The College Football Transfer Wire Can Be Your Pal

Different things are bad until proven good. White Claw is bad. But I have one in the fridge, and maybe after I drink it tonight, White Claw will be good. That’s how life works.

The college football transfer wire is also bad. Except, it’s proven to be good in select circles. Applied to Red Wolves football, the transfer wire has been bad: we’ve lost a great QB, a terrific linebacker, a solid wide receiver and a pretty good offensive lineman to transfer over the off season. Bad.

However, we’ve also acquired some intriguing talent as well. QB James Blackman from Florida State, WR Tevailance Hunt from TCU, DL WR Khyheem Waleed from Boise St., John Mincey from Tennessee and OL Robert Holmes from Austin Peay are intriguing gets. Good.

In essence, we’ve exchanged proven commodities for assets with tantalizing promise. The entertainment value associated with “tantalizing promise” is the elixir of season ticket pitches and offseason content like this. But tantalizing promise is also the mana of transforming a good football team into something special. Thus far, new Red Wolves head football coach Butch Jones has sipped deeply from this chalice.

There’s no great mystery to a new head coach dipping into his bag of resources and conscripting talent that mirrors his schemes. But Jones illustrates that the transfer wire did not sound the death bell for the Group of Five – at least not yet. The wire, it appears, runs both ways. Power Five programs will have an opportunity to pick and pluck unhappy G5 talent. But the Group of Five will also have that opportunity. After all, playing time remains a program’s most valuable coin. The transfer wire has only enhanced the value.

There will be losers. (You can’t have winners without them.) As I mentioned earlier, the Red Wolves lost some firepower to transfer. The air continues to leak for others G5s, as demonstrated by the Thundering Herd this week:

Reading the tea leaves, one wonders if the transfer wire will become a two-way highway, with the G5’s best moving in one direction, and the Power Five’s most troubled moving in the other. That would be bad, and would validate the transfer wire’s grouchy critics. However, I wouldn’t dismiss mankind’s uncanny ability to adjust.

Smart G5 programs will benefit from the transfer wire, even if it does become a lick log for the P5. Jones, who has never had a problem identifying talent, could very well make Arkansas State one of those “smart programs.” What’s different is bad until proven good.

And right now, the transfer wire is feel’n good.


# WORK ORDER
State how many lines of the entries hold the string "this". Reply with the number alone.

# PROVIDED DATA
□ □ □
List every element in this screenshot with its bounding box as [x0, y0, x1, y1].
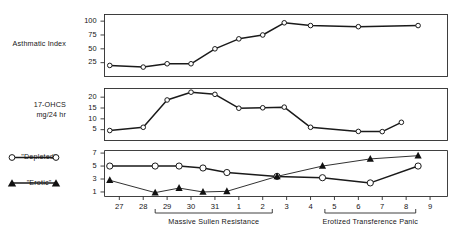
□ □ □
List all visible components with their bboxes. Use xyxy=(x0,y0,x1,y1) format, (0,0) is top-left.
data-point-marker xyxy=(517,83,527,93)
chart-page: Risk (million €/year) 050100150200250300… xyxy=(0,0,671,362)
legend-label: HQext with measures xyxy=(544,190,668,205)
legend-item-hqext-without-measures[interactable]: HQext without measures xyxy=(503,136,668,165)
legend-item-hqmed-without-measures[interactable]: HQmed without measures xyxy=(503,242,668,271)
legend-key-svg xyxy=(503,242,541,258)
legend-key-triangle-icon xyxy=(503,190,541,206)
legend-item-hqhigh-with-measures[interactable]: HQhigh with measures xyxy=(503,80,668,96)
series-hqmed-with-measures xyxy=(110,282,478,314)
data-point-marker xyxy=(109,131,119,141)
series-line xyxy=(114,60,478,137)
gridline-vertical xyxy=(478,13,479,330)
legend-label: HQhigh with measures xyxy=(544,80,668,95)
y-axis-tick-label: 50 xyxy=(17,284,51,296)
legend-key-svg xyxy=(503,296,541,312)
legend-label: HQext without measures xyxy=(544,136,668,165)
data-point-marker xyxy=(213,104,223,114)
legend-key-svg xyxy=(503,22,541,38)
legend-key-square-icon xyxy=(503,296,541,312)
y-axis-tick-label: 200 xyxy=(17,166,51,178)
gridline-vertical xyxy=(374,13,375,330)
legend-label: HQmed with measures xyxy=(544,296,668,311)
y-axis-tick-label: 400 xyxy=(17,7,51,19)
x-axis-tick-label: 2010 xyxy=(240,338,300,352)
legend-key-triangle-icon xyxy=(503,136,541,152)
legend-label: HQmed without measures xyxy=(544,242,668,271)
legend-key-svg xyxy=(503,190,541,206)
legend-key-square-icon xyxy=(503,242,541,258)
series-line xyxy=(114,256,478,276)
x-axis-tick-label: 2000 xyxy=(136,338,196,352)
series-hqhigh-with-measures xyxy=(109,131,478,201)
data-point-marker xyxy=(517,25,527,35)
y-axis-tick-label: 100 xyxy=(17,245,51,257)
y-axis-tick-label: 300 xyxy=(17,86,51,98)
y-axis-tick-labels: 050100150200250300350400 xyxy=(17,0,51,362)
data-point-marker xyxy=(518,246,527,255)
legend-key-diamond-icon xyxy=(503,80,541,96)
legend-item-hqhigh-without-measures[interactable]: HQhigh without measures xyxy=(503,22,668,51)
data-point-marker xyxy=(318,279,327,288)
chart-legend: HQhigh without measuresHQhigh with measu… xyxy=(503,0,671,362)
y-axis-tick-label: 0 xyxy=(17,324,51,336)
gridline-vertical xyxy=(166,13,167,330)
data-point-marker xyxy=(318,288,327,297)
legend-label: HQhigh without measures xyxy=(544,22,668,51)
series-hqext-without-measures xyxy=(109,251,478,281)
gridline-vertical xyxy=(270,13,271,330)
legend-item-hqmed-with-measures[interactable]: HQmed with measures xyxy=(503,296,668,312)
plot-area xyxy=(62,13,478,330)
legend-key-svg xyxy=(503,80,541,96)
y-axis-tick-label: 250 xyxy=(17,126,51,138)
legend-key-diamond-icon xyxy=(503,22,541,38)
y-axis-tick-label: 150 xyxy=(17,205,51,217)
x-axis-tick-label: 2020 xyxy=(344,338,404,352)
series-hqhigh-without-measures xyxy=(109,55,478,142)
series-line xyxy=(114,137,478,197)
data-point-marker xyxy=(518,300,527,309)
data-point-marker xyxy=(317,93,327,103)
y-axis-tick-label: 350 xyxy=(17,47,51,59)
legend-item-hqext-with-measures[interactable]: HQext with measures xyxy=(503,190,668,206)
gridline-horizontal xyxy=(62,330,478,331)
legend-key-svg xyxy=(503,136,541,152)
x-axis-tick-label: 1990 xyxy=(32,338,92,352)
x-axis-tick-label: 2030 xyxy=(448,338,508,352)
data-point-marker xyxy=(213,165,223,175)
□ □ □
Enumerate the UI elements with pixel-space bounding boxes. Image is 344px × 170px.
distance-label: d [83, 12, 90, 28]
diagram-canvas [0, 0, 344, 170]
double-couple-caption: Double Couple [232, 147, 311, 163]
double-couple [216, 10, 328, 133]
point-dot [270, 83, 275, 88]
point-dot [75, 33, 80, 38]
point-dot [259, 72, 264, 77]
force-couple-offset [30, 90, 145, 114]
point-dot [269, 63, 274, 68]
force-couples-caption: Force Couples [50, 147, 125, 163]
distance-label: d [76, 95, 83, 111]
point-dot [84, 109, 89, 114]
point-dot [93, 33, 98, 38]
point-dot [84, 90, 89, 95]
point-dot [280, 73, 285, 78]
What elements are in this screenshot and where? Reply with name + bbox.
□ □ □
# RESPONSE TO THE EXERCISE
2